Ten games, 30 points. England’s perfect record in European Championships qualifying was only exceeded in its efficiency by its tedium. But now that insufferable win-fest is out of the way, attentions can turn to Euro 2016 itself, and specifically to who will make Roy Hodgson’s final 23-man squad.

While several fringe players were given the chance to impress against Lithuania on Monday night, there was one England international conspicuous by his absence. A goalscorer once heralded as the future of English football, and still banging them in for his club at a Cristiano Ronaldo-esque rate. That man is Jay Bothroyd.

Actually, to backtrack slightly, Bothroyd’s absence wasn’t conspicuous. On the contrary, even if the striker had entered the LFF Stadium in Vilnius and walked across the pitch in full England kit, the majority of spectators wouldn’t have recognised him, and he would probably have been wrestled to the ground by police as a suspected hooligan.

And yet, a mere five years ago the same player was pulling on a shirt adorned with the hallowed Three Lions and taking the field against France at Wembley. It’s an event that at the time was surprising, and now seems so far-fetched that even those who remember it dismiss it as a hallucination; a trick of the mind. Yet it really happened.

A decade into a career that had been synonymous with mediocrity since the moment he made his professional debut for a mediocre Coventry City side and produced a mediocre goals return, something wonderful happened to Bothroyd in 2010.

Having hitherto scored 61 goals in 275 games throughout his football existence, the Islington-born striker scored 15 times in the first 16 games of the 2010/11 season for Cardiff City. It was only in the Championship so it shouldn’t have really mattered, but injuries to Wayne Rooney, Darren Bent, Jermain Defoe and Bobby Zamora meant England manager Fabio Capello was staying up an hour later on Saturday nights to watch the Football League Show on BBC One. And although he found Manish Bhasin’s presenting style clunky and wooden, he was much more impressed by Bothroyd and called up England’s hottest striker for the friendly against Les Bleus.
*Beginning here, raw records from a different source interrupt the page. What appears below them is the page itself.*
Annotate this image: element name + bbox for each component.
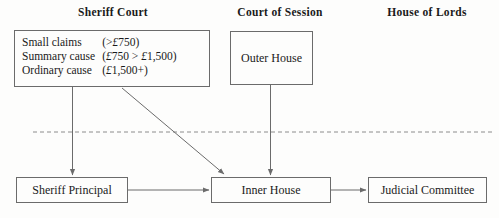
range-middle: 1,500+) bbox=[112, 64, 148, 76]
node-sheriff-principal-label: Sheriff Principal bbox=[17, 183, 127, 198]
range-prefix: (> bbox=[102, 36, 112, 48]
claim-range-small-claims: (>£750) bbox=[102, 35, 177, 49]
column-header-house-of-lords: House of Lords bbox=[364, 6, 490, 18]
range-suffix: 1,500) bbox=[147, 50, 177, 62]
claim-type-small-claims: Small claims bbox=[22, 35, 102, 49]
range-middle: 750 > bbox=[112, 50, 142, 62]
node-inner-house: Inner House bbox=[211, 177, 331, 203]
claim-range-summary-cause: (£750 > £1,500) bbox=[102, 49, 177, 63]
node-sheriff-principal: Sheriff Principal bbox=[16, 177, 128, 203]
range-middle: 750) bbox=[118, 36, 139, 48]
claim-range-ordinary-cause: (£1,500+) bbox=[102, 63, 177, 77]
node-outer-house-label: Outer House bbox=[231, 51, 312, 66]
claim-type-summary-cause: Summary cause bbox=[22, 49, 102, 63]
court-hierarchy-diagram: Sheriff Court Court of Session House of … bbox=[0, 0, 499, 218]
node-outer-house: Outer House bbox=[230, 31, 313, 85]
claim-type-ordinary-cause: Ordinary cause bbox=[22, 63, 102, 77]
column-header-sheriff-court: Sheriff Court bbox=[48, 6, 178, 18]
table-row: Summary cause (£750 > £1,500) bbox=[22, 49, 177, 63]
node-judicial-committee-label: Judicial Committee bbox=[369, 183, 486, 198]
claims-table: Small claims (>£750) Summary cause (£750… bbox=[22, 35, 177, 77]
node-inner-house-label: Inner House bbox=[212, 183, 330, 198]
node-sheriff-court-claims: Small claims (>£750) Summary cause (£750… bbox=[14, 30, 210, 87]
node-judicial-committee: Judicial Committee bbox=[368, 177, 487, 203]
column-header-court-of-session: Court of Session bbox=[218, 6, 342, 18]
table-row: Small claims (>£750) bbox=[22, 35, 177, 49]
table-row: Ordinary cause (£1,500+) bbox=[22, 63, 177, 77]
arrow-sheriff-court-to-inner-house bbox=[122, 88, 224, 174]
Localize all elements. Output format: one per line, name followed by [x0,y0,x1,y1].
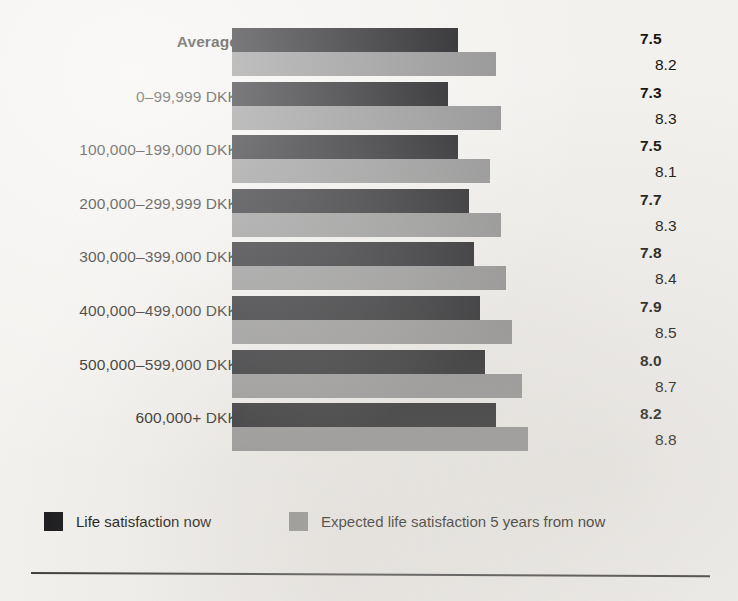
chart-legend: Life satisfaction now Expected life sati… [0,512,738,552]
legend-label-now: Life satisfaction now [76,513,211,530]
bar-row: 100,000–199,000 DKK7.58.1 [0,135,738,187]
value-label-now: 7.5 [640,30,662,48]
category-label: 100,000–199,000 DKK [0,141,238,159]
value-label-future: 8.8 [655,431,677,449]
legend-swatch-future-icon [289,512,308,531]
category-label: 500,000–599,000 DKK [0,356,238,374]
legend-item-expected-life-satisfaction: Expected life satisfaction 5 years from … [289,512,605,531]
bar-life-satisfaction-now [232,350,485,374]
bar-row: Average7.58.2 [0,28,738,80]
bar-life-satisfaction-now [232,82,448,106]
bar-life-satisfaction-now [232,28,458,52]
value-label-future: 8.3 [655,110,677,128]
bar-expected-life-satisfaction [232,213,501,237]
bar-expected-life-satisfaction [232,159,490,183]
horizontal-bar-chart: Average7.58.20–99,999 DKK7.38.3100,000–1… [0,0,738,601]
bar-expected-life-satisfaction [232,427,528,451]
bar-row: 400,000–499,000 DKK7.98.5 [0,296,738,348]
bar-life-satisfaction-now [232,403,496,427]
category-label: 0–99,999 DKK [0,88,238,106]
bar-expected-life-satisfaction [232,52,496,76]
category-label: 300,000–399,000 DKK [0,248,238,266]
value-label-future: 8.4 [655,270,677,288]
bar-life-satisfaction-now [232,189,469,213]
value-label-future: 8.2 [655,56,677,74]
category-label: Average [0,33,238,51]
legend-swatch-now-icon [44,512,63,531]
value-label-now: 8.0 [640,352,662,370]
footer-divider-rule [31,572,710,577]
value-label-future: 8.7 [655,378,677,396]
value-label-now: 7.8 [640,244,662,262]
value-label-now: 7.9 [640,298,662,316]
bar-expected-life-satisfaction [232,266,506,290]
bar-expected-life-satisfaction [232,106,501,130]
value-label-future: 8.3 [655,217,677,235]
bar-row: 200,000–299,999 DKK7.78.3 [0,189,738,241]
value-label-now: 7.7 [640,191,662,209]
value-label-future: 8.1 [655,163,677,181]
bar-expected-life-satisfaction [232,320,512,344]
value-label-now: 7.3 [640,84,662,102]
category-label: 600,000+ DKK [0,409,238,427]
category-label: 400,000–499,000 DKK [0,302,238,320]
bar-row: 600,000+ DKK8.28.8 [0,403,738,455]
value-label-future: 8.5 [655,324,677,342]
legend-item-life-satisfaction-now: Life satisfaction now [44,512,211,531]
legend-label-future: Expected life satisfaction 5 years from … [321,513,605,530]
bar-row: 500,000–599,000 DKK8.08.7 [0,350,738,402]
bar-expected-life-satisfaction [232,374,522,398]
bar-life-satisfaction-now [232,242,474,266]
bar-row: 300,000–399,000 DKK7.88.4 [0,242,738,294]
bar-row: 0–99,999 DKK7.38.3 [0,82,738,134]
value-label-now: 8.2 [640,405,662,423]
category-label: 200,000–299,999 DKK [0,195,238,213]
value-label-now: 7.5 [640,137,662,155]
bar-life-satisfaction-now [232,135,458,159]
bar-life-satisfaction-now [232,296,480,320]
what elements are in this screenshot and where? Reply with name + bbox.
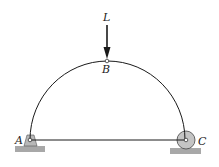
label-c: C xyxy=(198,135,207,148)
pin-c xyxy=(184,138,188,142)
pin-a xyxy=(28,138,32,142)
arch-diagram: L B A C xyxy=(0,0,219,167)
label-load: L xyxy=(102,11,110,24)
label-b: B xyxy=(101,63,110,76)
load-arrow-head-icon xyxy=(104,47,111,59)
label-a: A xyxy=(14,134,23,147)
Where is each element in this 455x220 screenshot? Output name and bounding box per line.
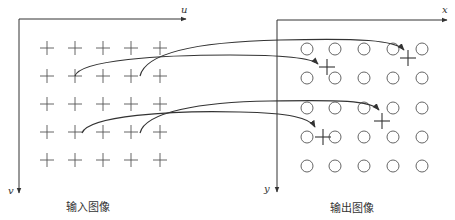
input-pixel-cross [96,69,110,83]
output-pixel-circle [301,72,313,84]
output-pixel-circle [416,160,428,172]
output-pixel-circle [416,102,428,114]
output-pixel-circle [358,160,370,172]
input-pixel-cross [40,125,54,139]
mapping-arrows [75,39,404,133]
input-pixel-cross [124,41,138,55]
output-pixel-circle [329,160,341,172]
input-pixel-cross [153,41,167,55]
output-pixel-circle [387,102,399,114]
input-pixel-cross [124,125,138,139]
mapped-point-cross [400,50,416,66]
input-pixel-cross [153,97,167,111]
output-pixel-circle [387,131,399,143]
mapping-arrow [140,39,404,76]
output-pixel-circle [358,131,370,143]
input-pixel-cross [96,97,110,111]
output-pixel-circle [301,160,313,172]
input-pixel-cross [68,97,82,111]
input-pixel-cross [68,153,82,167]
output-pixel-circle [329,43,341,55]
output-pixel-grid [301,43,428,172]
output-pixel-circle [301,131,313,143]
u-axis-label: u [181,4,187,15]
input-pixel-cross [153,153,167,167]
input-pixel-cross [40,153,54,167]
output-pixel-circle [416,43,428,55]
mapped-point-cross [315,129,331,145]
image-transform-diagram: u v x y [0,0,455,220]
mapping-arrow [82,112,315,133]
output-pixel-circle [387,72,399,84]
output-pixel-circle [358,72,370,84]
input-pixel-cross [68,125,82,139]
input-pixel-cross [40,69,54,83]
input-pixel-cross [153,69,167,83]
output-pixel-circle [416,131,428,143]
input-pixel-cross [153,125,167,139]
input-pixel-cross [40,97,54,111]
input-pixel-cross [124,153,138,167]
input-image-caption: 输入图像 [66,198,110,214]
input-pixel-cross [40,41,54,55]
input-axes: u v [8,4,187,196]
input-pixel-cross [96,125,110,139]
input-pixel-cross [96,41,110,55]
output-pixel-circle [358,43,370,55]
input-pixel-cross [96,153,110,167]
output-image-caption: 输出图像 [330,199,374,215]
output-pixel-circle [301,43,313,55]
v-axis-label: v [8,185,14,196]
output-pixel-circle [416,72,428,84]
x-axis-label: x [442,4,448,15]
mapping-arrow [75,55,318,76]
mapped-point-cross [374,113,390,129]
output-pixel-circle [329,72,341,84]
input-pixel-grid [40,41,167,167]
input-pixel-cross [124,97,138,111]
input-pixel-cross [68,41,82,55]
output-axes: x y [263,4,448,194]
output-pixel-circle [387,160,399,172]
output-pixel-circle [329,102,341,114]
output-pixel-circle [301,102,313,114]
y-axis-label: y [263,183,270,194]
input-pixel-cross [124,69,138,83]
mapping-arrow [140,101,379,133]
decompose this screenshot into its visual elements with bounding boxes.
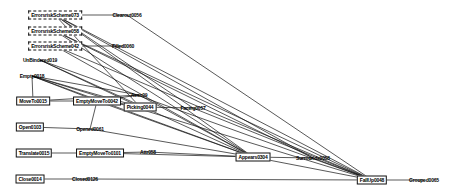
graph-node[interactable]: Picking0044 xyxy=(124,103,157,112)
graph-edge xyxy=(55,31,253,157)
graph-edge xyxy=(193,108,372,180)
graph-node[interactable]: Open0103 xyxy=(16,123,44,132)
graph-node[interactable]: EmptyMoveTo0101 xyxy=(76,149,124,158)
graph-node[interactable]: Grouped0065 xyxy=(408,177,440,184)
graph-node[interactable]: Clearout0056 xyxy=(111,12,142,19)
graph-node[interactable]: Attr058 xyxy=(139,149,157,156)
graph-node[interactable]: Facing0057 xyxy=(179,105,206,112)
diagram-canvas: ErrorsriskScheme073ErrorsriskScheme058Er… xyxy=(0,0,456,194)
graph-node[interactable]: EmptyMoveTo0042 xyxy=(73,97,121,106)
graph-node[interactable]: UnBindered019 xyxy=(22,57,58,64)
graph-edge xyxy=(55,15,313,158)
graph-node[interactable]: FallUp0048 xyxy=(357,176,387,185)
graph-node[interactable]: Surrounds0056 xyxy=(295,155,331,162)
graph-edge xyxy=(85,179,372,180)
graph-node[interactable]: ErrorsriskScheme073 xyxy=(28,11,82,20)
graph-edge xyxy=(55,15,253,157)
graph-node[interactable]: Empty0018 xyxy=(19,73,46,80)
graph-edge xyxy=(40,60,372,180)
graph-node[interactable]: Filled0060 xyxy=(111,43,135,50)
graph-node[interactable]: Appears0304 xyxy=(236,153,271,162)
graph-node[interactable]: ErrorsriskScheme042 xyxy=(28,42,82,51)
graph-node[interactable]: Close0014 xyxy=(16,175,45,184)
graph-node[interactable]: Translate0015 xyxy=(16,149,52,158)
graph-node[interactable]: Assn09 xyxy=(130,92,149,99)
graph-node[interactable]: ErrorsriskScheme058 xyxy=(28,27,82,36)
graph-node[interactable]: Closed0126 xyxy=(71,176,99,183)
graph-node[interactable]: MoveTo0015 xyxy=(16,97,50,106)
graph-node[interactable]: Opened0061 xyxy=(75,126,105,133)
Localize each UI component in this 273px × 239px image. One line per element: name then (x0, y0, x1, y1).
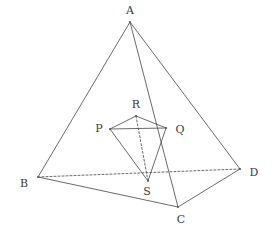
edge-CD (178, 169, 240, 207)
edge-AD (130, 22, 240, 169)
vertex-label-r: R (132, 99, 140, 110)
vertex-dot-r (135, 115, 137, 117)
vertex-markers (37, 21, 241, 208)
vertex-dot-q (165, 127, 167, 129)
edge-PR (110, 116, 136, 129)
vertex-label-b: B (20, 178, 28, 189)
geometry-figure: ABCDPQRS (0, 0, 273, 239)
edge-RS (136, 116, 148, 181)
vertex-dot-s (147, 180, 149, 182)
edge-PS (110, 129, 148, 181)
edge-AB (38, 22, 130, 177)
edge-QS (148, 128, 166, 181)
vertex-dot-d (239, 168, 241, 170)
vertex-label-s: S (143, 186, 151, 197)
vertex-label-q: Q (175, 124, 184, 135)
vertex-dot-c (177, 206, 179, 208)
geometry-canvas (0, 0, 273, 239)
edge-BD (38, 169, 240, 177)
vertex-dot-a (129, 21, 131, 23)
vertex-label-c: C (177, 214, 185, 225)
outer-tetrahedron-edges (38, 22, 240, 207)
vertex-label-a: A (126, 5, 134, 16)
vertex-label-d: D (250, 167, 259, 178)
vertex-dot-p (109, 128, 111, 130)
vertex-label-p: P (95, 123, 102, 134)
edge-QR (136, 116, 166, 128)
edge-BC (38, 177, 178, 207)
vertex-dot-b (37, 176, 39, 178)
edge-AC (130, 22, 178, 207)
inner-tetrahedron-edges (110, 116, 166, 181)
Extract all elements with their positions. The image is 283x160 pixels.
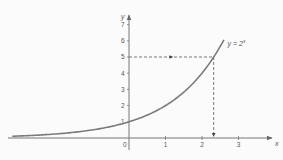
y-tick-label: 6 xyxy=(121,37,125,44)
y-tick-label: 3 xyxy=(121,86,125,93)
y-ticks: 1234567 xyxy=(121,21,129,125)
guide-lines xyxy=(129,55,215,137)
right-arrow-icon xyxy=(169,55,173,59)
origin-label: 0 xyxy=(123,141,127,148)
y-axis-label: y xyxy=(120,13,125,21)
x-tick-label: 1 xyxy=(164,141,168,148)
curve-label: y = 2x xyxy=(227,38,246,48)
x-axis-label: x xyxy=(274,140,279,147)
x-tick-label: 2 xyxy=(200,141,204,148)
x-tick-label: 3 xyxy=(237,141,241,148)
down-arrow-icon xyxy=(212,133,216,137)
y-tick-label: 4 xyxy=(121,70,125,77)
y-tick-label: 5 xyxy=(121,53,125,60)
y-tick-label: 2 xyxy=(121,102,125,109)
axes: x y 0 xyxy=(8,13,279,150)
exponential-graph: x y 0 123 1234567 y = 2x xyxy=(0,0,283,160)
curve-y-equals-2-to-x xyxy=(12,40,224,136)
y-tick-label: 7 xyxy=(121,21,125,28)
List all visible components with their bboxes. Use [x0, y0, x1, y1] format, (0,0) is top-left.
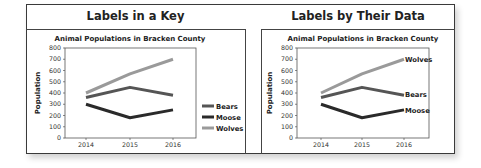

At the ripe old age of 28, Bothroyd triumphantly made his international bow in the 2-1 defeat by Laurent Blanc’s men. He ran around, he kicked the ball, he headed it. But that was as good as it got.

Bothroyd scored twice in his next 15 games for Cardiff, and just five more times that season. He followed this with medicore spells at Queens Park Rangers, Sheffield Wednesday and Thailand’s Muangthong United, none of which inspired Capello or Hodgson to select him again.

But this story is not yet over. Bothroyd subsequently moved to Japan, where he has rediscovered the long-lost goalscoring touch from that crazy autumn of 2010. The 33-year-old has netted 17 goals in 27 league games for Jubilo Awata this season, a strike rate just fractionally less deadly than Ronaldo’s five in seven for Real Madrid. Admittedly, the standard of defending in J League 2 is not as strong as in La Liga, but nor was it in the Championship.

Meanwhile, England have issues up front. Wayne Rooney will be expected to lead the line, despite not being able to score goals, while Harry Kane will be his back-up, despite not being able to score goals. Daniel Sturridge needs to prove his fitness and Theo Walcott needs to prove he’s a striker, while Jamie Vardy, Danny Ings, Saido Berahino and Danny Welbeck are unlikely to terrify Europe’s top defences.

There is still an opening for a maverick centre-forward. A striker in form. An English Roger Milla, if you will. Jay Bothroyd’s time could yet come again, especially if the BBC give Manish Bhasin a new highlights programme featuring the best of the week’s Japanese lower league football.